Are we masochists, intent on punishing ourselves for our present successes? Were our own adolescent emotions so complex that it's comforting to see them simplified, soap-opera-style? Do we all have some deep primal longing to be skinny and pretty and have all of the boys like us?And yet when they're finally out there, in the real world, they tune in and watch young actresses the equivalent of the popular girls in their own high schools.

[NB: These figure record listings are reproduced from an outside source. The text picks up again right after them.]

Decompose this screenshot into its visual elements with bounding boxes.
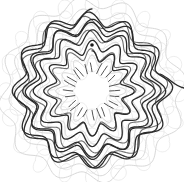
artwork-canvas [0,0,184,182]
spiral-rosette-svg [0,0,184,182]
terminal-dot [90,43,94,47]
terminal-dot-layer [90,43,94,47]
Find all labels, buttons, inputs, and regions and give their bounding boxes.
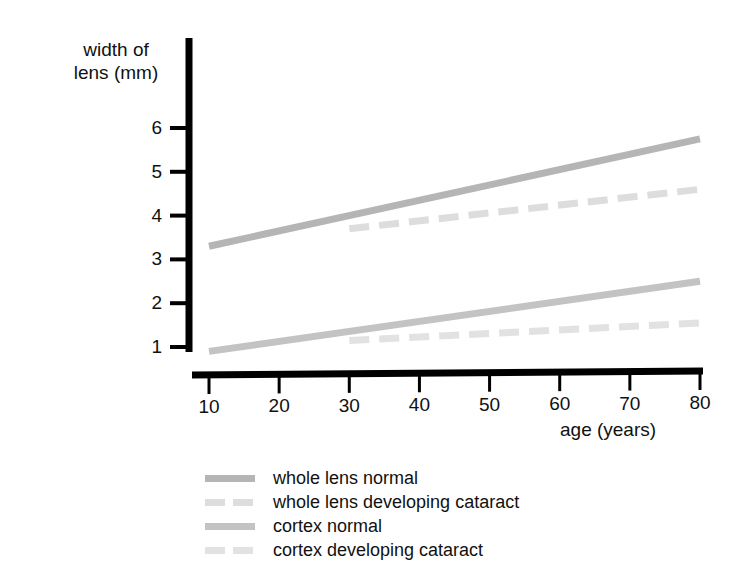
x-tick-label-10: 10 xyxy=(189,396,229,418)
chart-legend: whole lens normalwhole lens developing c… xyxy=(205,466,665,562)
y-tick-label-3: 3 xyxy=(132,248,162,270)
legend-swatch-solid-mid-gray xyxy=(205,475,255,482)
legend-swatch-solid-mid-gray xyxy=(205,523,255,530)
legend-item-cortex-developing-cataract: cortex developing cataract xyxy=(205,538,665,562)
x-tick-label-40: 40 xyxy=(399,394,439,416)
y-tick-label-1: 1 xyxy=(132,336,162,358)
legend-item-whole-lens-normal: whole lens normal xyxy=(205,466,665,490)
y-tick-label-2: 2 xyxy=(132,292,162,314)
y-tick-label-6: 6 xyxy=(132,117,162,139)
legend-label: cortex developing cataract xyxy=(273,540,483,561)
y-tick-label-4: 4 xyxy=(132,205,162,227)
series-line-cortex-normal xyxy=(209,281,700,351)
x-tick-label-30: 30 xyxy=(329,395,369,417)
chart-figure: width of lens (mm) age (years) 123456 10… xyxy=(0,0,749,587)
series-line-whole-lens-developing-cataract xyxy=(349,189,700,228)
legend-swatch-dashed-light-gray xyxy=(205,499,255,506)
legend-label: whole lens developing cataract xyxy=(273,492,519,513)
legend-swatch-dashed-light-gray xyxy=(205,547,255,554)
legend-label: whole lens normal xyxy=(273,468,418,489)
x-tick-label-70: 70 xyxy=(610,393,650,415)
legend-label: cortex normal xyxy=(273,516,382,537)
x-tick-label-60: 60 xyxy=(540,393,580,415)
legend-item-whole-lens-developing-cataract: whole lens developing cataract xyxy=(205,490,665,514)
x-tick-label-80: 80 xyxy=(680,392,720,414)
legend-item-cortex-normal: cortex normal xyxy=(205,514,665,538)
x-tick-label-50: 50 xyxy=(470,394,510,416)
data-series-layer xyxy=(209,139,700,351)
x-tick-label-20: 20 xyxy=(259,395,299,417)
y-tick-label-5: 5 xyxy=(132,161,162,183)
series-line-whole-lens-normal xyxy=(209,139,700,246)
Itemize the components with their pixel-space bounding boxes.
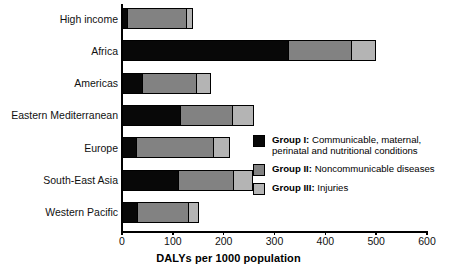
bar-segment-group-iii [186,8,193,29]
legend-item: Group III: Injuries [253,182,457,195]
bar-segment-group-iii [233,170,253,191]
bar-segment-group-i [122,202,138,223]
legend-swatch-icon [253,164,265,176]
x-tick-label: 500 [367,236,385,247]
bar-americas [122,73,211,94]
x-tick-label: 100 [164,236,182,247]
x-tick-label: 300 [266,236,284,247]
bar-high-income [122,8,193,29]
bar-segment-group-i [122,73,143,94]
category-label: Western Pacific [45,207,118,218]
legend-item: Group I: Communicable, maternal, perinat… [253,134,457,157]
bar-segment-group-i [122,105,181,126]
x-tick-label: 400 [317,236,335,247]
category-label: Africa [91,46,118,57]
bar-segment-group-i [122,40,289,61]
category-label: Eastern Mediterranean [11,110,118,121]
bar-africa [122,40,376,61]
category-label: High income [60,13,118,24]
legend-label: Group III: Injuries [272,182,348,193]
legend-swatch-icon [253,135,265,147]
bar-segment-group-i [122,170,179,191]
category-label: South-East Asia [43,175,118,186]
bar-south-east-asia [122,170,253,191]
x-tick-label: 600 [418,236,436,247]
bar-segment-group-ii [127,8,187,29]
bar-segment-group-ii [180,105,233,126]
x-tick-label: 200 [215,236,233,247]
chart-legend: Group I: Communicable, maternal, perinat… [253,134,457,201]
bar-segment-group-iii [351,40,376,61]
bar-segment-group-ii [136,137,214,158]
legend-label: Group II: Noncommunicable diseases [272,163,435,174]
bar-segment-group-iii [213,137,229,158]
dalys-stacked-bar-chart: High incomeAfricaAmericasEastern Mediter… [0,0,457,279]
bar-segment-group-iii [196,73,211,94]
legend-item: Group II: Noncommunicable diseases [253,163,457,176]
bar-segment-group-ii [137,202,189,223]
bar-segment-group-i [122,137,137,158]
bar-western-pacific [122,202,199,223]
x-axis-title: DALYs per 1000 population [0,252,457,264]
bar-segment-group-ii [142,73,197,94]
category-label: Europe [84,142,118,153]
category-label: Americas [74,78,118,89]
legend-swatch-icon [253,183,265,195]
bar-eastern-mediterranean [122,105,254,126]
bar-segment-group-ii [178,170,234,191]
x-tick-label: 0 [119,236,125,247]
bar-segment-group-ii [288,40,352,61]
legend-label: Group I: Communicable, maternal, perinat… [272,134,457,157]
category-axis-labels: High incomeAfricaAmericasEastern Mediter… [0,0,118,240]
bar-segment-group-iii [232,105,254,126]
bar-europe [122,137,230,158]
bar-segment-group-iii [188,202,199,223]
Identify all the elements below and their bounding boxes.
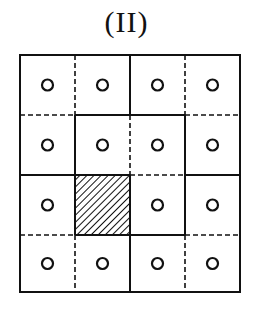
circle-icon bbox=[152, 140, 163, 151]
circle-icon bbox=[42, 140, 53, 151]
circle-icon bbox=[152, 258, 163, 269]
circle-icon bbox=[207, 140, 218, 151]
hatched-cell bbox=[75, 175, 130, 235]
circle-icon bbox=[152, 80, 163, 91]
circle-icon bbox=[42, 200, 53, 211]
circle-icon bbox=[97, 140, 108, 151]
circle-icon bbox=[42, 80, 53, 91]
circle-icon bbox=[97, 80, 108, 91]
circle-icon bbox=[207, 258, 218, 269]
circle-icon bbox=[152, 200, 163, 211]
circle-icon bbox=[207, 200, 218, 211]
circle-icon bbox=[97, 258, 108, 269]
circle-icon bbox=[42, 258, 53, 269]
circle-icon bbox=[207, 80, 218, 91]
edges-layer bbox=[20, 55, 240, 292]
grid-diagram bbox=[0, 0, 253, 316]
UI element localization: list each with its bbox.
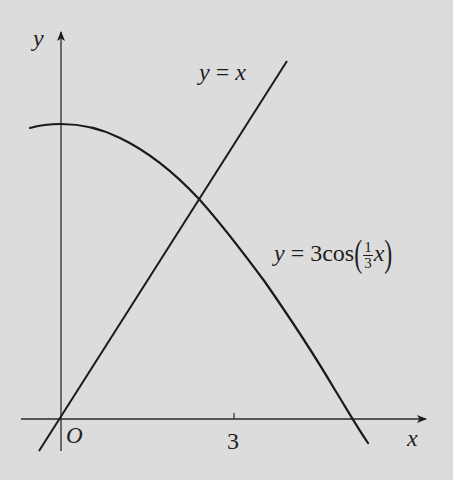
left-paren: (: [354, 235, 362, 272]
line-eq-lhs: y: [199, 59, 210, 85]
cos-eq-lhs: y: [274, 240, 285, 266]
fraction-denominator: 3: [363, 256, 373, 271]
line-y-equals-x: [39, 61, 287, 451]
line-eq-rhs: x: [235, 59, 246, 85]
fraction-one-third: 13: [363, 240, 373, 271]
right-paren: ): [384, 235, 392, 272]
line-eq-equals: =: [216, 59, 230, 85]
x-tick-label-3: 3: [227, 429, 239, 453]
curve-3cos-x-over-3: [30, 124, 368, 443]
cos-eq-function: cos: [322, 240, 354, 266]
cos-eq-variable: x: [374, 240, 385, 266]
y-axis-label: y: [33, 26, 44, 50]
x-axis-label: x: [407, 426, 418, 450]
fraction-numerator: 1: [363, 240, 373, 256]
cosine-equation-label: y = 3cos(13x): [274, 240, 392, 271]
cos-eq-coefficient: 3: [310, 240, 322, 266]
cos-eq-equals: =: [291, 240, 305, 266]
line-equation-label: y = x: [199, 60, 246, 84]
origin-label: O: [66, 424, 83, 447]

One explanation that the author offers is that these young women have absorbed a camp aesthetic from their gay friends, who probably weren't really out in high school, and watching teen shows allows the castaways, the losers, the nerdy girls and effem boys to reimagine life with themselves in all the best roles.
But I'm more inclined to think that the phenomenon of grown girls stocking up on the complete Buffy DVDs, quoting John Hughes and crushing on Seth Cohen has less to do with the "nostalgia of reliving the good old days." It's more of a delayed reaction, of finally dealing with the trauma of young adulthood when it's now just a mirage, something irretrievable and can only be relived on Thursday nights and DVDs on slow weekends.
Now please excuse me while I tune in to my weekend fix of The OC.